The copper price fell on Monday as unprecedented street protests in cities across China threatened to further dampen already subdued economic activity in the country responsible for more than half the world’s consumption of base metals.
Copper for delivery in March fell 1% on the Comex market in New York, touching $3.59 per pound or $7,915 per tonne. The bellwether metal is now down 27% since hitting record highs in March and a new survey of over 30 investment banks and economic research houses sees little prospect for an exit from the bear market.
FocusEconomics, a Barcelona-based independent research company, says demand for copper and industrial metals should stay fairly limp during the first half of next year “as global interest rates peak and China’s economy likely stays weighed down by the property crash and covid-19.”
The consensus forecast for average copper prices in 2023 is below current levels at around $7,660 per tonne, according to FocusEconomics with the lowest prediction at just $5,430 per tonne and the top end at an uninspiring $8,775 per tonne.
In 2024 prices are expected to average $8,000 per tonne – with the most bearish prediction pegged at below $5,000 and the highest $10,750 per tonne.
FocusEconomics quotes Goldman Sachs as saying historically low global inventories of copper could boost prices in the near term:
“Whilst we would attribute limited benefit to the expected copper end demand path next year from [Chinese economic] reopening per se, the potential for a meaningful restock to occur on confidence effects would still have a significant bullish implication given global visible stocks now stand at just under 240kt, the lowest level for this point in the year since 2006.
“We estimate that if China were to increase its stocks in consumption terms from the current 1 week to the 3 weeks seen during the immediate pre-covid era, that would boost China’s physical demand by close to 500kt next year.”
The longer term outlook is also bullish, with the Economist Intelligence Unit commenting that “underinvestment in futures projects to tighten the underlying fundamentals in the second half of the decade”:
“Although recent mine and smelter expansions have seen minimal disruptions, we maintain our view that factors such as resource nationalism and stricter environmental oversight are likely to persist in the long term, raising concerns that new mine projects and planned smelter expansions will be insufficient to meet future demand.”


WHAT THE TASK ASKS: Start at the line in the entries below that contains "Given this w=1024, h=537", stop at the line that contains "Crop the region containing tree.", and output exactly the lines in that span, both ends included.

MATERIALS PROVIDED:

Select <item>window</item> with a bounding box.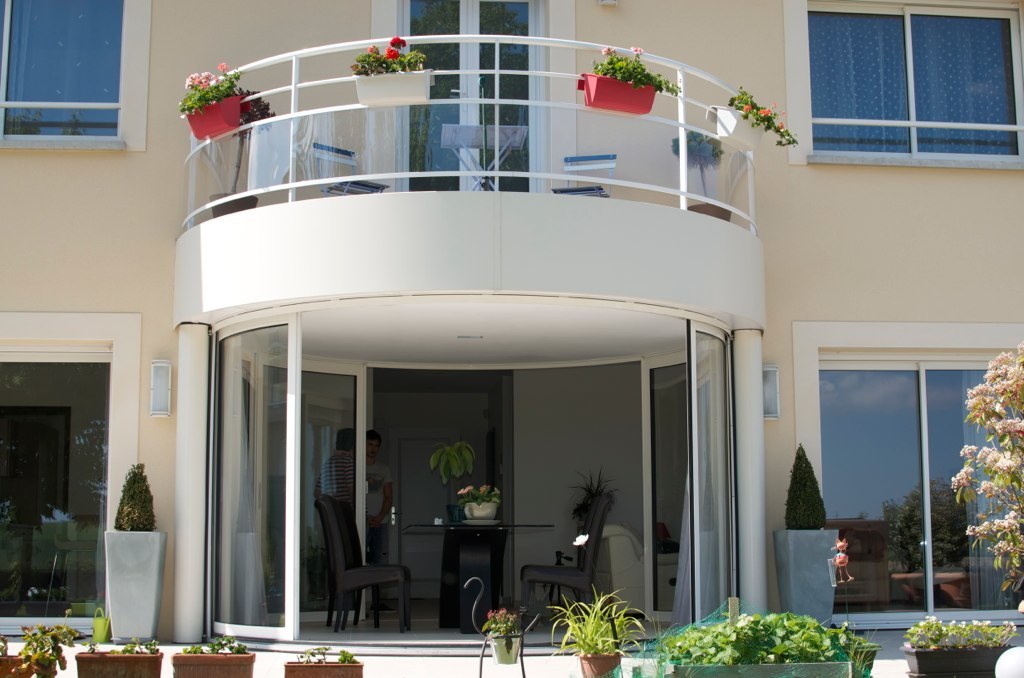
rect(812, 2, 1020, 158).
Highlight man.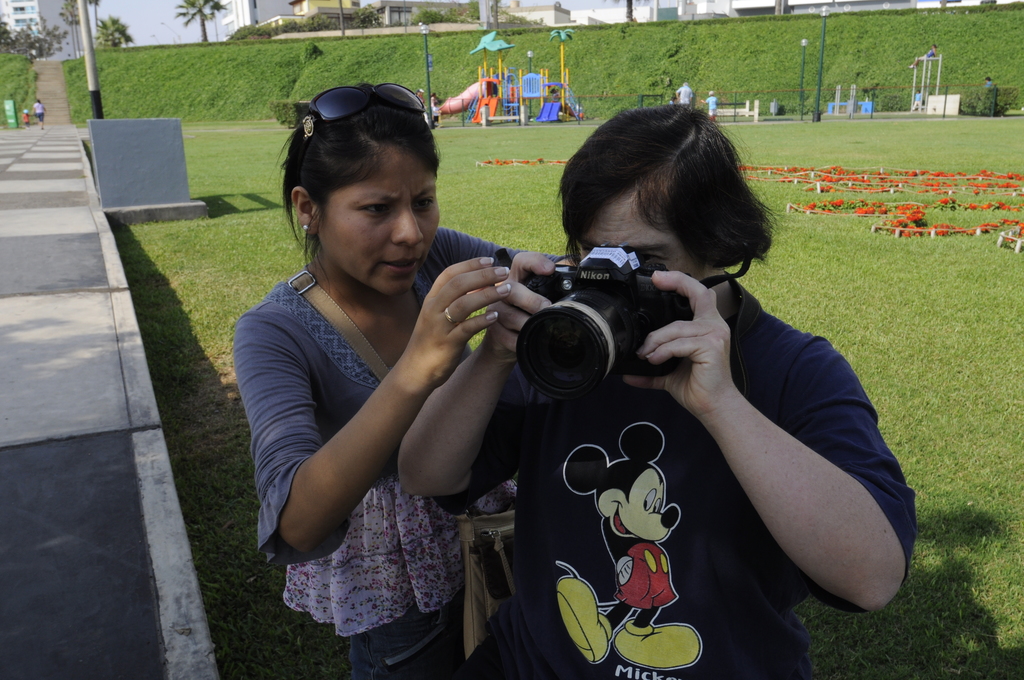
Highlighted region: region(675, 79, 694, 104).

...

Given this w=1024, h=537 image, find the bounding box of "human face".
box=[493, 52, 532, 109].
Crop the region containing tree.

==

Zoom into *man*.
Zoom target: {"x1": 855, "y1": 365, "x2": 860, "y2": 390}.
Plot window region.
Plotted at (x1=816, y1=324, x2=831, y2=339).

EXERCISE ANSWER:
Given this w=1024, h=537 image, find the bounding box of "human face".
box=[493, 52, 532, 109].
Crop the region containing tree.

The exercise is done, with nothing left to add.